Thousands of Dollars, lots of flown in CFS staff, rigging of the rules, removing the right of some students to vote and the CFS barely pulls it off

The results of the CFS referendum are in…. .after rigging the rules and way out spending the NO campaign, the CFS was only able to win by a slim margin. I would like to see how the CFS would do in a fair campaign where spending limits exist (the CFS is allowed to spend thousands of dollars), all expenses must be claimed (the CFS likes to hide expenses), only students campaigning (CFS flys in a lot of full-time staff to campaign full-time but only allow the NO side to have students who have full-time classes and cannot campaign 24/7) and the election board is unbias (unlike the CFS loaded committee which makes some dictatorship “elections” look fair in comparison). As one can see from the results, the CFS does not have a mandate to speak for students. It is too bad that almost 45% of students at U of Sask now have a new student fee that will increase every year. (That is another entry – The CFS increases their fees every single year yet call for Tuition Freezes and Fee Freezes with the hope of clawbacks to those fees. If the CFS is truly about Fee Freezes, why don’t they freeze their fee?)
From www.ussu.ca:

REFERENDUM RESULTS
On October 4-6 of 2005, undergraduate students at the University of Saskatchewan voted in a referendum on membership in the Canadian Federation of Students.

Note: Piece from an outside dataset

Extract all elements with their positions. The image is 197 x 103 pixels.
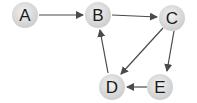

The unofficial CFS Referendum results:
Ballots cast – 3562
Yes votes – 1968 (55.4%)
No votes – 1584 (44.6%)
Spoiled – 10

I have begun to categorize all my entries about student lobbying organizations on one page:
http://www.joeycoleman.ca/archives/categories/student_lobbying/
Check it out for more CFS / CASA and future OUSA entries.

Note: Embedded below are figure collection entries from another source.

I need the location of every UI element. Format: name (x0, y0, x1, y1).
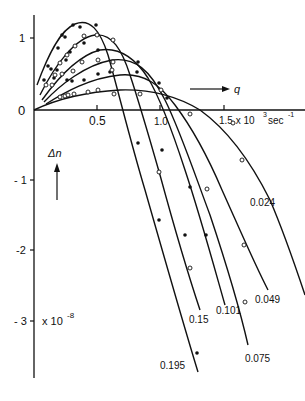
curve-label-0024: 0.024 (250, 197, 275, 208)
curve-label-0049: 0.049 (255, 294, 280, 305)
y-tick-m1: - 1 (14, 174, 27, 186)
curve-0075 (44, 60, 248, 345)
y-axis-label: Δn (47, 147, 62, 159)
curve-0024 (34, 90, 305, 295)
curve-015 (40, 35, 200, 310)
x-tick-05: 0.5 (89, 114, 106, 128)
y-tick-0: 0 (18, 103, 25, 118)
y-tick-1: 1 (19, 32, 25, 44)
x-ticks (97, 105, 224, 110)
curve-label-015: 0.15 (189, 314, 209, 325)
curve-label-0075: 0.075 (245, 353, 270, 364)
x-axis-label: q (234, 83, 241, 95)
chart-canvas: 1 0 - 1 -2 - 3 x 10 -8 0.5 1.0 1.5 x 10 … (0, 0, 305, 401)
curve-0049 (46, 75, 268, 290)
x-unit-exp: 3 (263, 111, 267, 118)
y-unit: x 10 (42, 315, 63, 327)
curve-label-0101: 0.101 (216, 305, 241, 316)
y-tick-m2: -2 (16, 244, 26, 256)
x-unit-tail: sec (268, 115, 284, 126)
q-arrow-head (222, 86, 230, 92)
dn-arrow-head (54, 163, 60, 172)
curve-label-0195: 0.195 (160, 360, 185, 371)
y-tick-m3: - 3 (14, 315, 27, 327)
y-unit-exp: -8 (67, 311, 75, 320)
x-tick-15: 1.5 x 10 (219, 115, 255, 126)
x-unit-tail-exp: -1 (288, 111, 294, 118)
data-points-filled (42, 23, 208, 355)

A comment as been added below which points out some interesting things that happened at USSU that should not have happened and how the executive kept the Council pretty much in the dark. It is interesting to note how the CFS rules were never made available and the “rules” changed. CFS has said time and time again that the Election Oversight Committee will have two CFS staffers (who usually campaign for the CFS during the campaign) and two students from the school they are taking over. This time the “rules” changed to two people appointed by the Executive who are not actually students. Interesting to say the least, and in their best doublespeak (man this is more confusing than 1984) they said the rules were actually that the other two would be “USSU Representatives”. The more details that arise, the more that one is amazed at how hard the students of USask had to work to make the “Referendum” a close vote. Clearly, if it had been a fair vote, the CFS would have lost.